What to Watch For in The Prince and The Art of War
The modern application angle raised in the collection’s framing is the territory where listeners most often bring their own interpretive frameworks. Business and management readers have been strip-mining Machiavelli for leadership lessons for decades, and some of those readings are reductive in ways that would have puzzled him. The Prince is a text about statecraft in the context of fifteenth-century Italian city-state politics, complete with specific historical figures and specific political crises. The principles generalize, but they generalize most productively when you understand the specific context from which they emerge.

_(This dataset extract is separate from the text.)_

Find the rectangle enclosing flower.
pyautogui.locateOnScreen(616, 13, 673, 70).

Listeners with some background in Renaissance history, in the Borgia papacy, in the Medici family’s relationship with Florence, in the French and Spanish invasions of Italy that shaped Machiavelli’s world, will get significantly more from these texts than those coming in cold. The audiobook format does not provide that context, which is a case where a brief supplementary reading before or after listening would be worth the investment.

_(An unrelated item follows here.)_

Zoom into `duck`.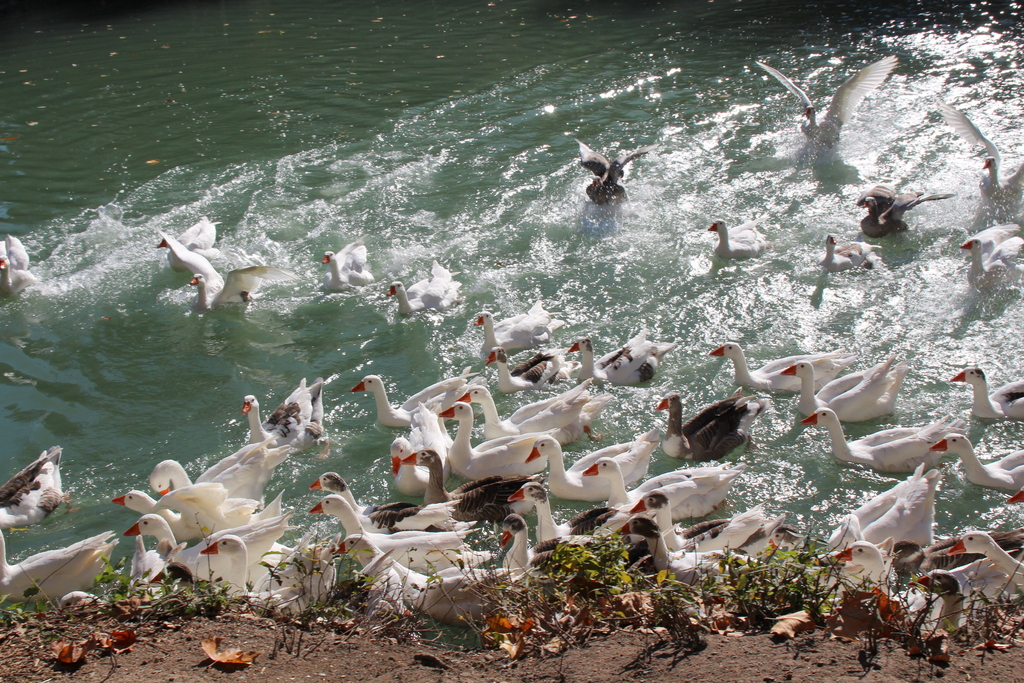
Zoom target: select_region(819, 234, 871, 283).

Who Should Listen to The Prince and The Art of War
Philosophy and political theory readers who want to engage with these texts as they were meant to be engaged, seriously and completely, will find this collection a well-executed production. Business and leadership readers who have encountered Machiavellian concepts through secondary sources and want to read the primary texts will find the collection accessible and the pairing illuminating. Students of military history will find The Art of War a useful complement to Sun Tzu, arguing from a very different cultural context toward some overlapping conclusions about discipline and strategic organization.

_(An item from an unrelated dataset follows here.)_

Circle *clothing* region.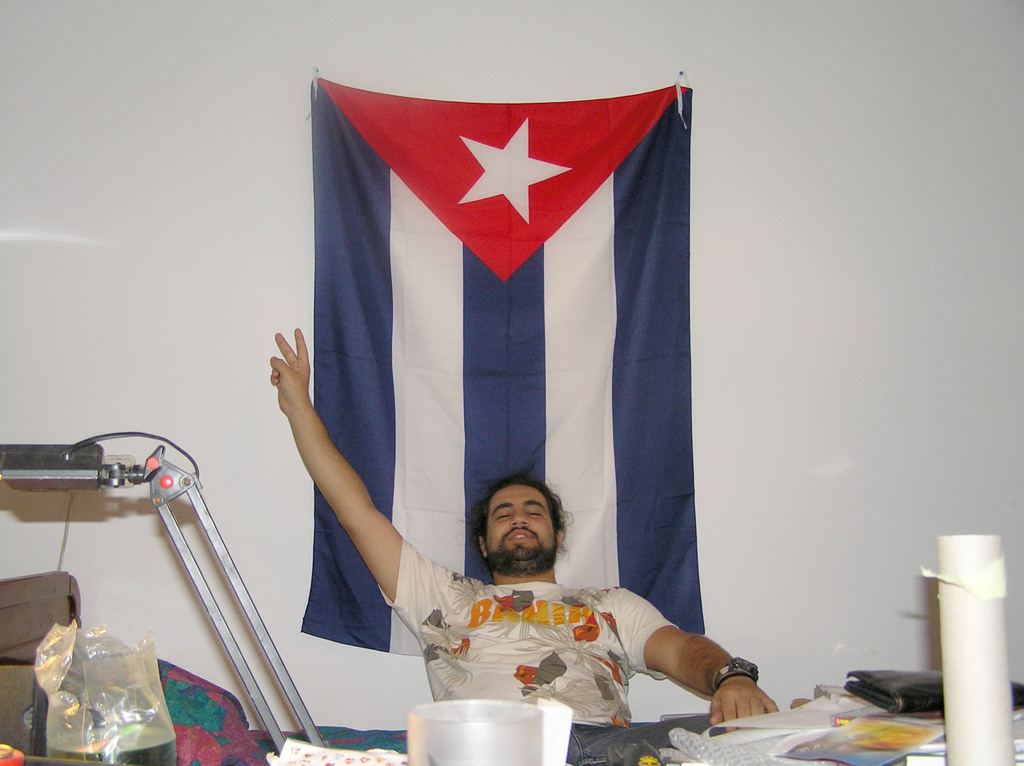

Listeners looking for a simplified, quotable summary of Machiavelli’s advice should know this is the full texts, not an adaptation. At eleven-plus hours, it is a genuine reading of both works. Those who want to dip into the famous passages rather than sit with the full argument will find the format mismatched to their purpose. For everyone else, Ben Ayers and nearly twelve hours of Renaissance political philosophy is a serious and worthwhile undertaking.
Frequently Asked Questions
Which translation is used in this edition of The Prince and The Art of War?
The listing does not specify a translator, which is a gap worth noting. The narration sounds contemporary rather than Victorian in register, suggesting a modern translation. Listeners for whom translation fidelity matters should sample the audio before committing, or check the Audible product page for updated translator information.
Why are The Prince and The Art of War paired in this collection?
Because they are philosophically continuous. Both texts are concerned with how power is built and sustained, the first in political terms and the second in military terms. Read together, they reveal Machiavelli’s consistent argument about the relationship between dependence and vulnerability, and the necessity of citizens-based rather than mercenary strength.
Is this collection appropriate for listeners with no prior background in Machiavelli or Renaissance history?
You can follow both texts without prior background, but the experience is richer with some. Knowing the historical context of the Medici, the Borgia papacy, and the French and Spanish invasions of Italy that shaped Machiavelli’s thinking helps the specific historical examples he uses land with their full weight rather than reading as abstract illustrations.
How does Ben Ayers’ narration handle the formal, philosophical register of the texts?
With appropriate gravity and restraint. Ayers does not dramatize or editorialize, which is the right approach for primary philosophical texts that need space to be heard. His pace allows the listener to sit with the arguments. The delivery feels authoritative without being stiff.